Cleaning up after elephants
Over the past week over 13 million people were exposed to climate misinformation.
In this space each week, triplecheck will share information on the climate misinformation we’re seeing online – what’s going viral, how many people are seeing it, and who’s responsible for moving it. triplecheck was initiated by the Climate Action Campaign and was created to develop innovative tools to help fight misinformation.
Over the past week (6/7 to 6/14) over 13 million people were exposed to climate misinformation. The vast majority of the content focused on Biden’s recent statement that the impacts of climate change pose a significant threat to national security. Biden’s remarks spurred a response from former President Trump, who released a statement saying that Biden should fire the Joint Chiefs of Staff if “they actually said....Climate Change is our greatest threat.” Right wing pundits, such as Laura Ingraham, Bryan Dean Wright, and Donald Trump Jr. went on the attack, as did Republican members of Congress, including Senator Ted Cruz and Congressman Dan Crenshaw. Newsmax then released a Rassmussen Reports poll that found that “most Americans are not on the same page as President Joe Biden in believing climate change is the ‘greatest’ security threat to the nation.”
In the course of the coverage, The Hill noted that former President Trump “took Biden’s comments out of context…[Biden] was referring to a warning the Joint Chiefs gave him at the start of his tenure as Vice President” -- a point that even the New York Post picked up. And in a hearing on June 10 in front of the Senate Armed Services Committee, Chairman of the Joint Chiefs General Mark Milley said that he has no difference of opinion with President Biden on the national security implications of climate change.
Sean Hannity picked up an Accuweather report stating that the United States had seen the lowest number of severe tornados in May since 1950, which had 2 million human views on Twitter and was shared more than 1,200 times on Facebook. What he didn’t mention was a recent Accuweather report warning that the tornado season was “just getting started” and that the 180 tornados the United States saw in March “easily eclipsed the three-year monthly average of 82 tornados.”
Fact checking these guys is like cleaning up after an elephant -- and the messenger is often as important as the message. People do get a lot of their news online -- but the most recent research from Gallup and the Knight Foundation found that “Americans are more likely to trust local news than national news and to perceive less bias in local reporting than what they see nationally.” This just underscores the importance of strong relationships with local television and print outlets -- getting a local story that you can then amplify online for a wider audience might be more effective than getting a piece in a big national outlet.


> [EXERCISE BRIEF] Of the lines below, report only those that contain "semaine".

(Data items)

-- Opening Marker --

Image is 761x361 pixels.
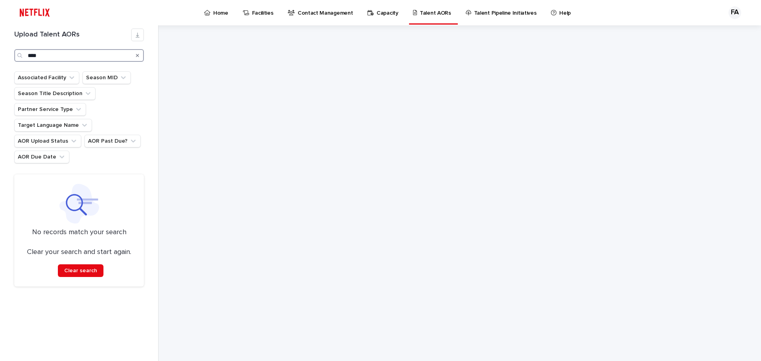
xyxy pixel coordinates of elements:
[58,264,103,277] button: Clear search
[16,5,53,21] img: ifQbXi3ZQGMSEF7WDB7W
[24,228,134,237] p: No records match your search
[14,135,81,147] button: AOR Upload Status
[14,87,95,100] button: Season Title Description
[84,135,141,147] button: AOR Past Due?
[27,248,131,257] p: Clear your search and start again.
[14,151,69,163] button: AOR Due Date
[14,103,86,116] button: Partner Service Type
[14,119,92,132] button: Target Language Name
[64,268,97,273] span: Clear search
[728,6,741,19] div: FA
[14,71,79,84] button: Associated Facility
[14,30,131,39] h1: Upload Talent AORs
[14,49,144,62] input: Search
[82,71,131,84] button: Season MID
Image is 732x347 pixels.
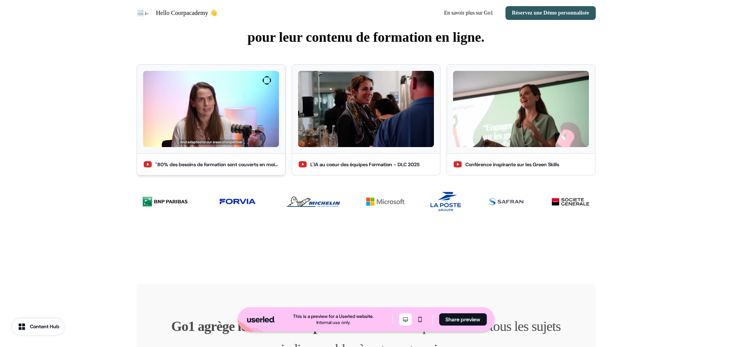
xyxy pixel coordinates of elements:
[439,313,487,325] button: Share preview
[292,64,440,176] button: Digital Learning Club 2025L'IA au coeur des équipes Formation - DLC 2025
[155,161,279,168] div: "80% des besoins de formation sont couverts en moins d'une semaine"
[399,313,412,325] button: Desktop mode
[310,161,419,168] div: L'IA au coeur des équipes Formation - DLC 2025
[30,323,59,330] div: Content Hub
[446,64,595,176] button: Conférence inspirante sur les Green Skills
[12,318,64,334] button: Content Hub
[137,64,285,176] button: "80% des besoins de formation sont couverts en moins d'une semaine"
[171,318,423,334] strong: Go1 agrège le contenu de plus de 250 éditeurs
[293,313,374,319] div: This is a preview for a Userled website.
[156,8,217,18] p: Hello Coorpacademy 👋
[316,319,350,325] div: Internal use only.
[438,6,499,20] a: En savoir plus sur Go1
[465,161,559,168] div: Conférence inspirante sur les Green Skills
[137,6,596,47] p: Coorpacademy, rejoignez les entreprises qui ont choisi Go1 pour leur contenu de formation en ligne.
[413,313,426,325] button: Mobile mode
[298,71,434,147] img: Digital Learning Club 2025
[505,6,596,20] button: Réservez une Démo personnalisée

-- Closing Marker --

> [YOUR SOLUTION]
[155,161,279,168] div: "80% des besoins de formation sont couverts en moins d'une semaine"
[137,64,285,176] button: "80% des besoins de formation sont couverts en moins d'une semaine"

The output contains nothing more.